The boy, Jeremy, she notices, is deliberately looking away. She remembers that he will be leaving New York on a seven o’clock train. The afternoon, by rights, should have belonged to him. She feels an obligation to do something for him, attempts to draw him out with questions about school, the concert Malcolm took him to last night—the Rolling Stones, wasn’t it? She remembers Malcolm sold some books to a secondhand store to buy the tickets, but doesn’t tell him that. Maybe Malcolm wouldn’t want him to know.
He says the Stones are a group he used to like. He used to be into music more than he is right now.
“Well, what are you into now?” she says.
He shrugs. “Anything he’s not into,” he says finally. “Just because he’s my father, it doesn’t mean we’re soul-mates.”
She says, “I can see
you’re very different.”
“Well, I’m not some kind of weirdo. That’s a big disappointment for him to get used to.”
She has an unbearable thought. Could Matthew have a conversation like this with someone someday?
“Oh, I don’t know,” she says. She watches Malcolm still circling the field, slowing down more and more, almost limping. She can feel the boy watching, too.
“You’re out of shape, man!” He cups his hands over his mouth and yells to his father. “You’re out of shape! You look terrible, man! Old man, you look terrible!” It is the first time that afternoon he has shown any animation.
Malcolm puts Matthew down and comes walking slowly toward them across the field, breathing hard, beads of sweat on his face, glasses clouded with moisture—the eyes behind them blank, unseeing.
“Tell me,” the boy asks her, “what do you think of Malcolm?”
I DON’T THINK I ever assessed Malcolm, I only responded to him. I took him whole, even the troubled parts of him. He remains in my mind as someone unfinished—all the possibilities are there in him, never quite actualized.
As he walked across the grass that Sunday, for a moment I saw a displaced, desperate middle-aged man, his responses skewed, inappropriate.
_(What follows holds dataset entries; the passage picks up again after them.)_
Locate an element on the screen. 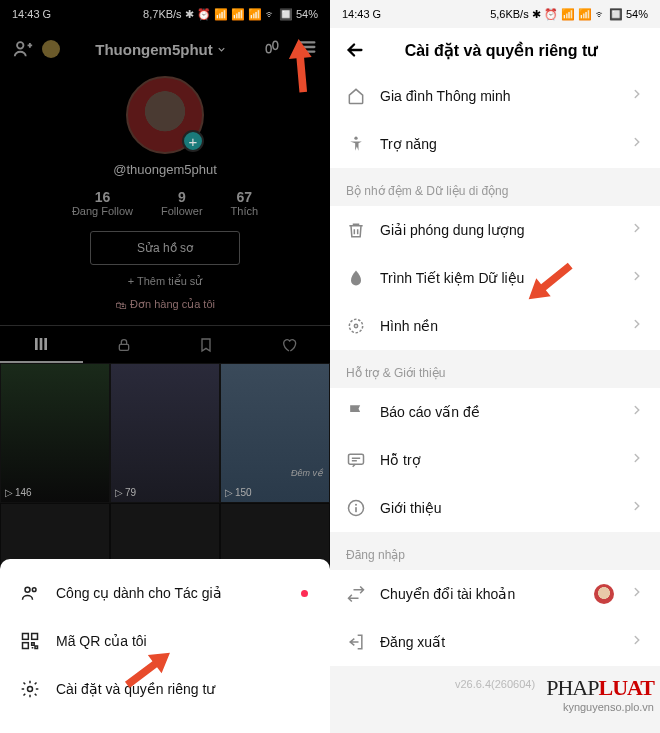 This screenshot has width=660, height=733. tab-private is located at coordinates (124, 344).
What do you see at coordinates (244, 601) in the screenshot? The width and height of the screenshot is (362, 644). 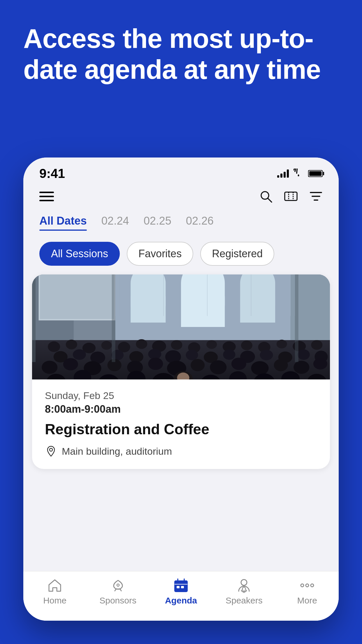 I see `tab-speakers-label: Speakers` at bounding box center [244, 601].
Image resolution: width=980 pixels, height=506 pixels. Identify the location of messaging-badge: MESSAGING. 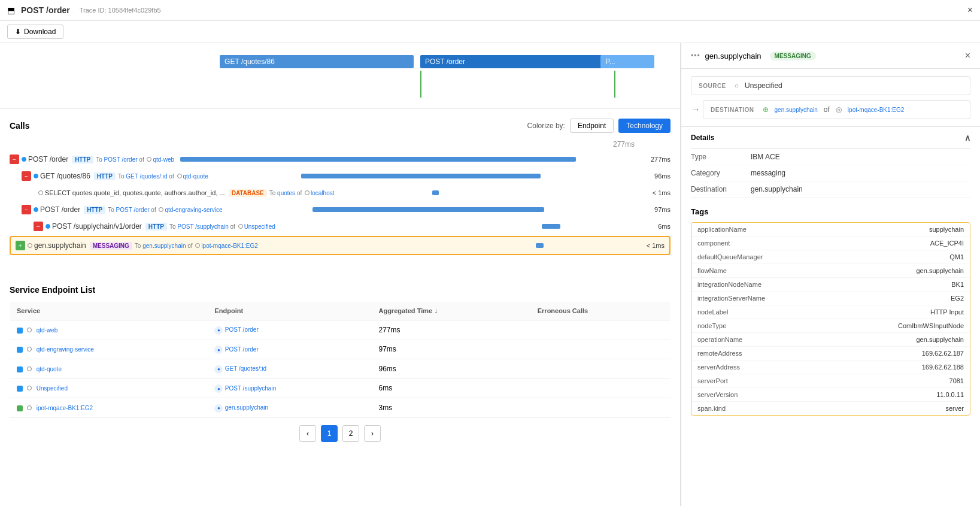
(793, 56).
His shirt had come open, I remember, and as he approached my attention was drawn to the fact that around his neck he was wearing a thong with a small pointed white object dangling from it, a sort of wild animal tooth or miscellaneous piece of bone. Teenagers bought such things from sidewalk vendors in the Village. It hung incongruously among his curling gray chest hairs. I pointed at it and said, “Is that to keep evil spirits away?”
To my surprise, he gave me a very embarrassed look. And then he buttoned his shirt.